Lord Patel took over at Yorkshire in November last year after the county had been stripped of hosting rights for international matches over their handling of racism allegations made by former player Azeem Rafiq.

He was tasked by the ECB with implementing governance reforms at Headingley in order to get the county back on track, but faced criticism from the club’s former leadership.

He told the Digital, Culture, Media and Sport select committee he felt he was left totally alone to handle that by the ECB, and that without his previous leadership experience would have walked away.

“If I was attacked in the press or if cricket leaders or previous cricket leaders made unsubstantiated statements, nothing was done,” Patel told MPs.

“I asked in writing, and I have email after email, letter after letter, saying ‘you asked me to do this, I’ve done this, please support me’ and I have no response to any of those letters and emails. So it was very distressing.
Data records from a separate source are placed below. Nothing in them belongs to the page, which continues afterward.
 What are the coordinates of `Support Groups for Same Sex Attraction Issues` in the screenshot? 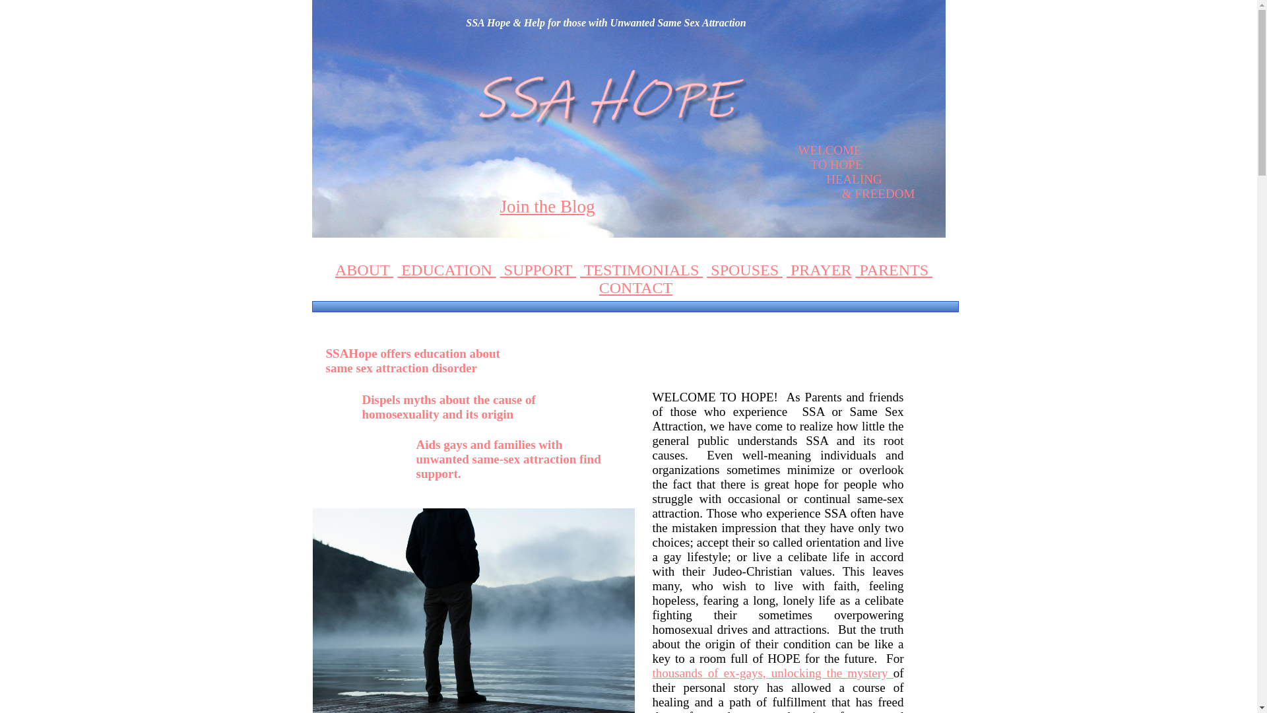 It's located at (539, 270).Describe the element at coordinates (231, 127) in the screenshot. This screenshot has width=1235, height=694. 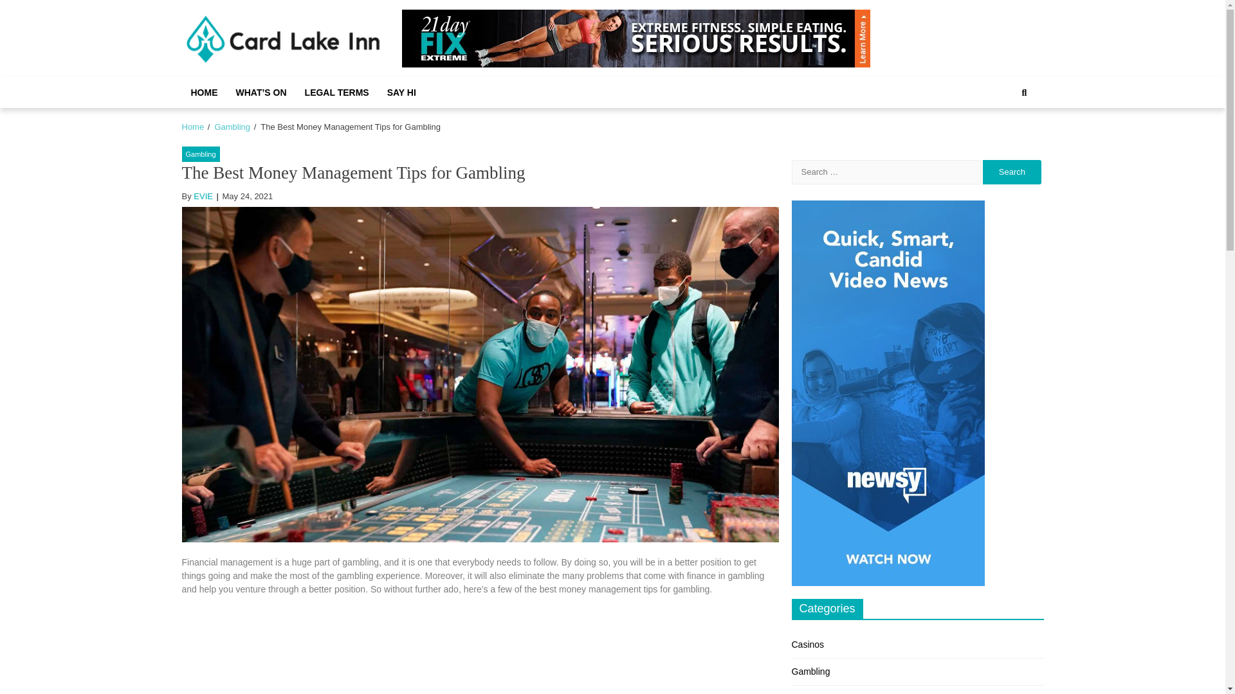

“I’m looking forward to the new leadership of Richard Thompson, the few meetings I’ve had with him have been positive and it feels like it’s going forward, but these last 12 months, the answer (to the question of whether he has felt supported by the ECB) has to be ‘no’.”

Patel was asked if the ECB had any understanding of the level of criticism and push-back he was facing.

He added: “If I was an individual who wasn’t a member of the House of Lords and hadn’t had any sort of leadership experience, you would walk away.

“I don’t know how Azeem gets the strength to carry on. You would just run. In the public eye, we get flak (but) this is relentless. And this is from an area where you don’t expect it – this is sport, for God’s sake.

“Individuals who have just been (making) a concerted attack, I do not think people understand, I don’t think the ECB has got it.”

Patel said independent regulation would be good for cricket in an ideal world, but there would be too many years of “navel-gazing” to get there.

However, he described cricket’s existing regulatory process as “completely flawed”.

In June the ECB charged a number of individuals in relation to the allegations from Rafiq, and Yorkshire over their handling of those allegations.

Patel said: “In an ideal world, independent regulator would be excellent. I suppose if I am realistic, the time it would take to put in primary legislation, to set up a system, we’d end up navel-gazing for years.

“But should the CDC (the Cricket Discipline Commission) and the ECB change? Absolutely. Having gone through this process, the regulatory approach that the ECB take, that the CDC (take), is completely flawed.”

Patel also offered some sense of optimism over his work at Headingley, detailing how the club’s pathway has been overhauled in terms of its ethnic and social diversity.

Traditionally the cost of equipment and training has proved prohibitive to some sections of the community, but the make-up is already changing after he opted to abolish all fees.

“In terms of the pathway, two per cent of people coming in through the system in the county age groups were from South Asian backgrounds or diverse backgrounds,” he said.

“We’ve provided free kit, stopped private one to one coaching and introduced a non-biased assessment process.

“We’ve gone from two per cent of people in the system to a third in six months. We’ve managed to make it work, there was a will to do it and it’s expensive. That is going to cost us near on half a million to ensure those children have access to free coaching and kit.”